Good Bosses Create More Wellness Than Wellness Plans Do

By: Emma Seppala- Harvard Business Review

April, 08, 2016

In the name of employee wellness, and in response to insurance company demands, corporations are offering well-being initiatives with financial incentives. Complete this cholesterol screening, say, and you’ll get $100 added to your paycheck; participate in some number of wellness programs, and you’ll receive another bonus. In this quest to increase employee wellness, however, organizations are often unwittingly making things worse. Is it any surprise that initial studies on wellness programs are showing they don’t lead to any visible results?

At best, these initiatives are nothing more than lip service or PR. But at worst, they actually cause more stress. Having to jump through hoops, do cholesterol blood tests, and fill out well-being questionnaires is just one way that these programs can add yet more to-dos to an already full schedule. As one employee shared with me, “I feel like my workplace wants me to take care of my wellness yet pressures me with such tight deadlines that I barely have time to eat lunch at my desk. I know it would be good for me to attend, but I also feel anxious when my manager and colleagues frown at me leaving my desk to go stretch. What’s more, at the end of the day I feel guilty because I didn’t take care of my well-being and attend the yoga class.” Well-being becomes not a needed break from the pressures of work but just one more job requirement.

When you look at the data, employers seem to be missing the point. It is not by obligating employees to participate in these kinds of classes or screenings that well-being will improve, nor is it by providing material perks; a revealing study showed that employees actually prefer a happier workplace to a fatter paycheck anyway.

So what leads to employee happiness? A workplace characterized by humanity. An organizational culture characterized by forgiveness, kindness, trust, respect, and inspiration. Hundreds of studies conducted by pioneers of positive organizational psychology, including Jane Dutton and Kim Cameron at the University of Michigan and Adam Grant at Wharton, demonstrate that a culture characterized by a positive work culture leads to improved employee loyalty, engagement, performance, creativity, and productivity. Given that about three-quarters of the U.S. workforce is disengaged at work — and the high cost of employee turnover — it’s about time organizations start paying attention to the data.

Research suggests that the most powerful way leaders can improve employee well-being is not through programs and initiatives but through day-to-day actions. For example, data from a large study run by Anna Nyberg at the Karolinska Institute shows that having a harsh boss is linked to heart problems in employees. On the other side of the coin, research demonstrates that leaders who are inspiring, empathic, and supportive have more loyal and engaged employees. So checking in with employees about their families once in a while may help more than offering a mindfulness class at lunchtime. 

Leaders set the tone for their organization, and their behavior determines whether interactions in their organization are characterized by trust, forgiveness, understanding, empathy, generosity, and respect. For example, one Fortune 500 corporation in the Bay Area has a system in place whereby the CEO is immediately informed if an employee comes down with a major illness or has experienced a personal tragedy. Within 15 minutes, no matter how busy he is, the CEO makes time to call that person and offer his support.

We have forgotten that organizations are first and foremost places of human interaction, not just transaction. Research shows that our greatest need after food and shelter is social connection — positive social relationships with others. If we create work environments characterized by these kinds of positive and supportive interactions, we create organizations that thrive. Organizations with very low turnover. Organizations that inspire. And organizations that enjoy superior results for employees and employers alike.

This is not to say that leaders and managers should be too “soft,” nor does this mean that an organization becomes a place that is too “nice.” You can still lead powerfully, you can still exert authority, you can still influence, and you can still communicate frankly while remaining courteous, empathic, and understanding. Rather than adding more and more wellness initiatives and material perks, employers can actually do something much simpler — not to mention cost-effective — that will have much greater results. By creating a values-based culture characterized by humanity, they can create an organization with true workplace well-being.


## What this task involves:
Give again the lines from the line with "Find the location" to the last line of the records, exactly and in full. Do not carry over any pictures.

++++++++++++++++++++

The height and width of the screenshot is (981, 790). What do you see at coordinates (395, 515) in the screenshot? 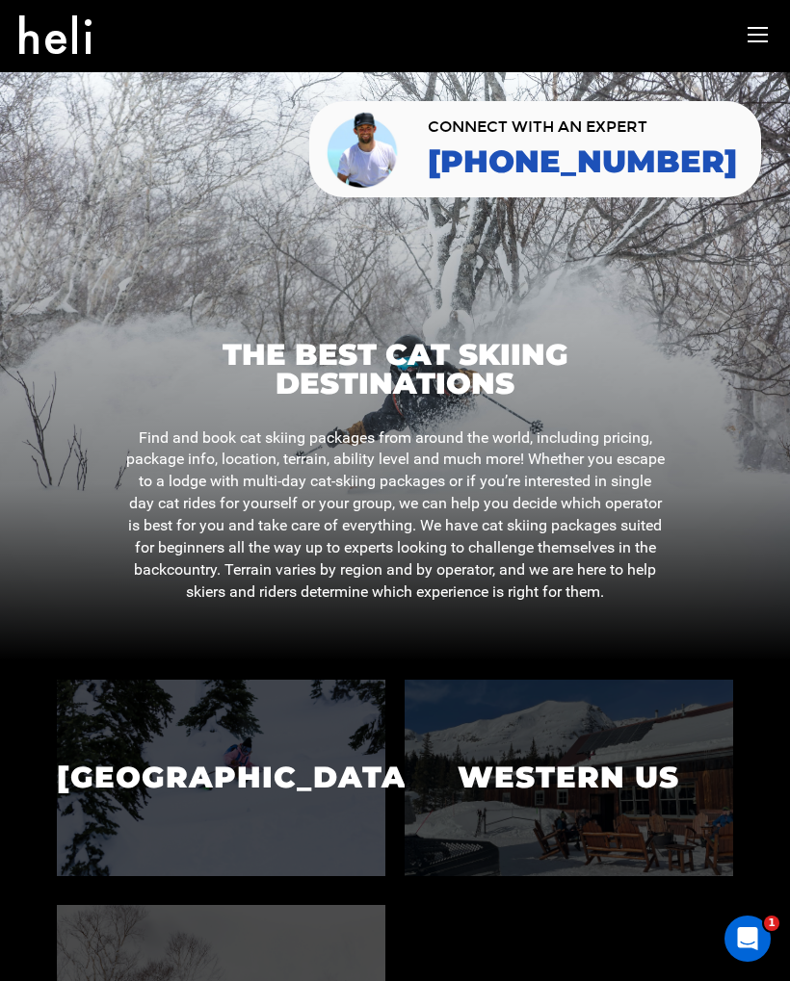
I see `p: Find and book cat skiing packages from around the world, including pricing, package info, locatio...` at bounding box center [395, 515].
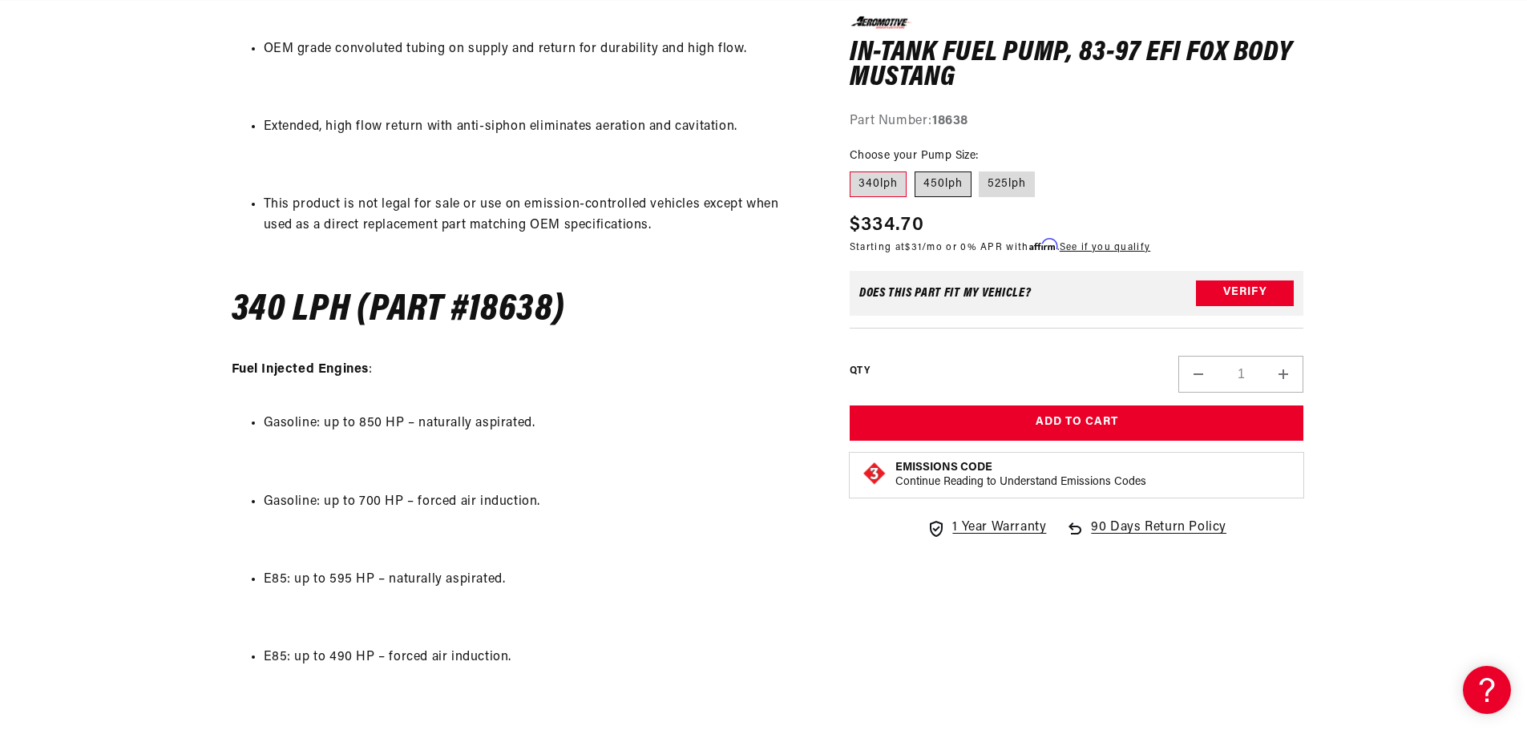  Describe the element at coordinates (1158, 536) in the screenshot. I see `span: 90 Days Return Policy` at that location.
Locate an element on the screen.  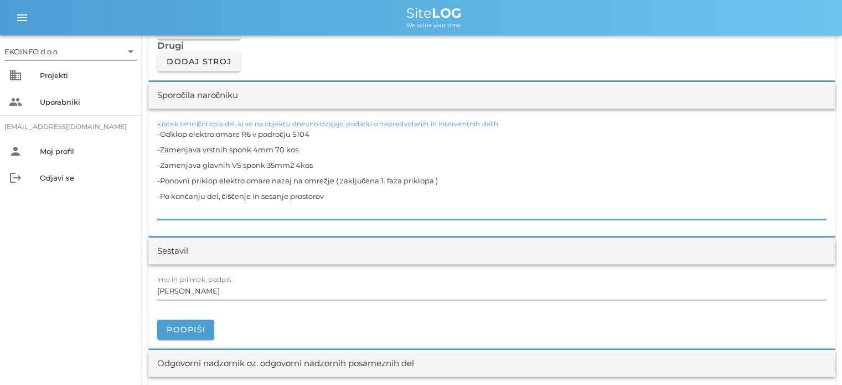
div: Odgovorni nadzornik oz. odgovorni nadzornih posameznih del is located at coordinates (286, 363).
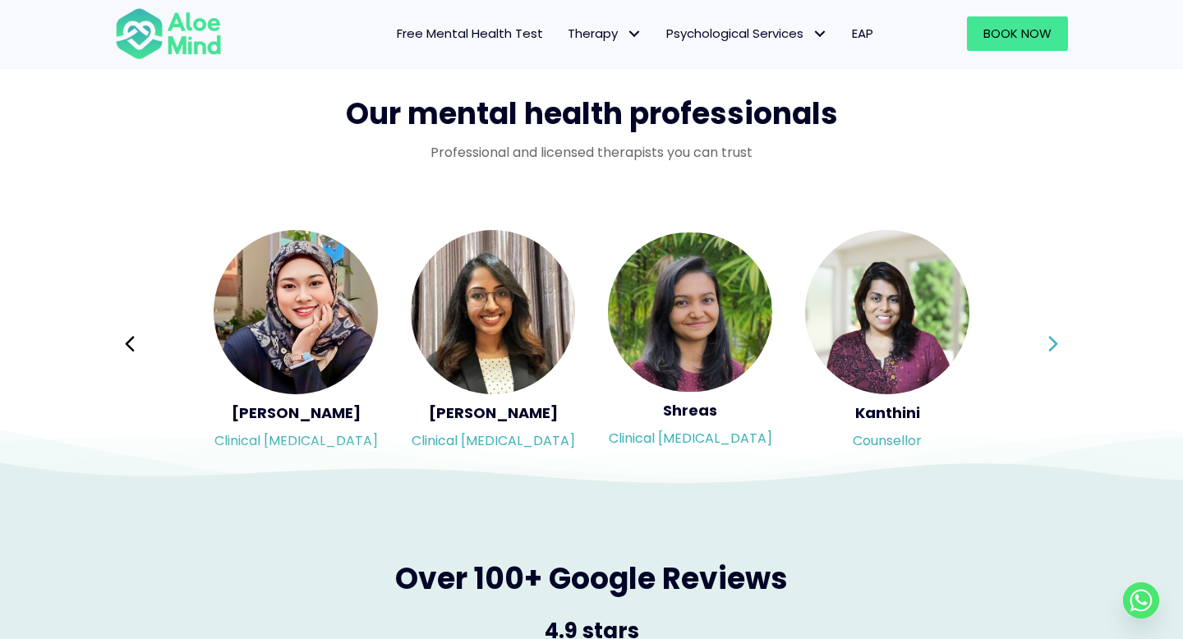 The image size is (1183, 639). What do you see at coordinates (747, 34) in the screenshot?
I see `a: Psychological ServicesPsychological Services: submenu` at bounding box center [747, 34].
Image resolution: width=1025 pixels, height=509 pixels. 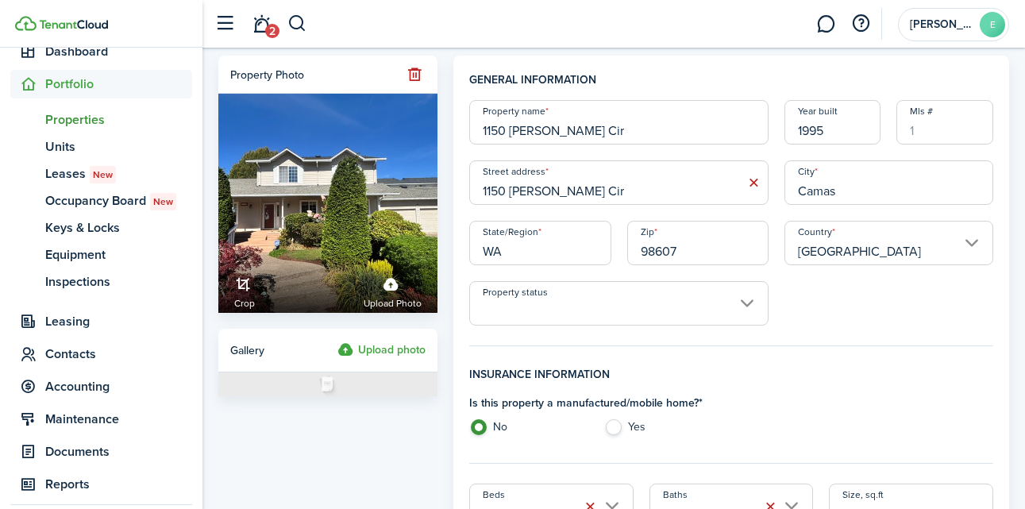 What do you see at coordinates (118, 452) in the screenshot?
I see `span: Documents` at bounding box center [118, 452].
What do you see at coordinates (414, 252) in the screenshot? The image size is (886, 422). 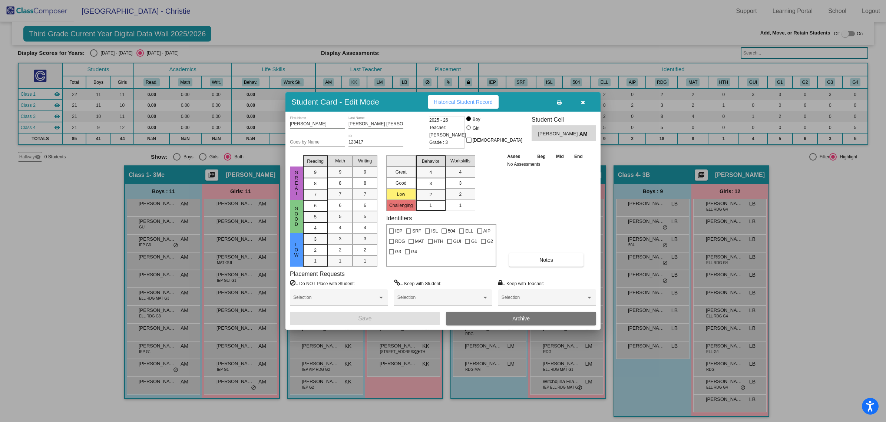 I see `span: G4` at bounding box center [414, 252].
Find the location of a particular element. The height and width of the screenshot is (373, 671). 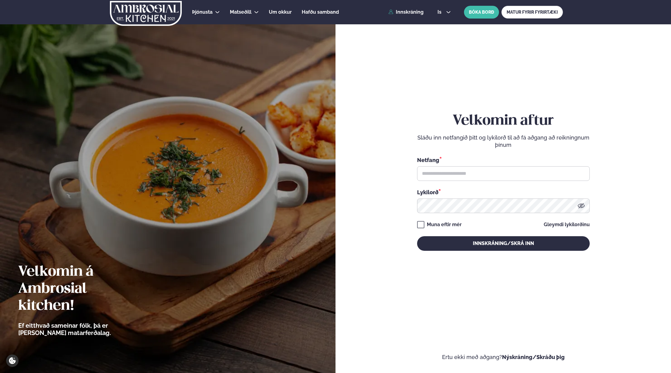

a: Nýskráning/Skráðu þig is located at coordinates (533, 357).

++++++++++++++++++++

## Response to the exercise:
Find the location of a particular element. The height and width of the screenshot is (373, 671). 

a: Nýskráning/Skráðu þig is located at coordinates (533, 357).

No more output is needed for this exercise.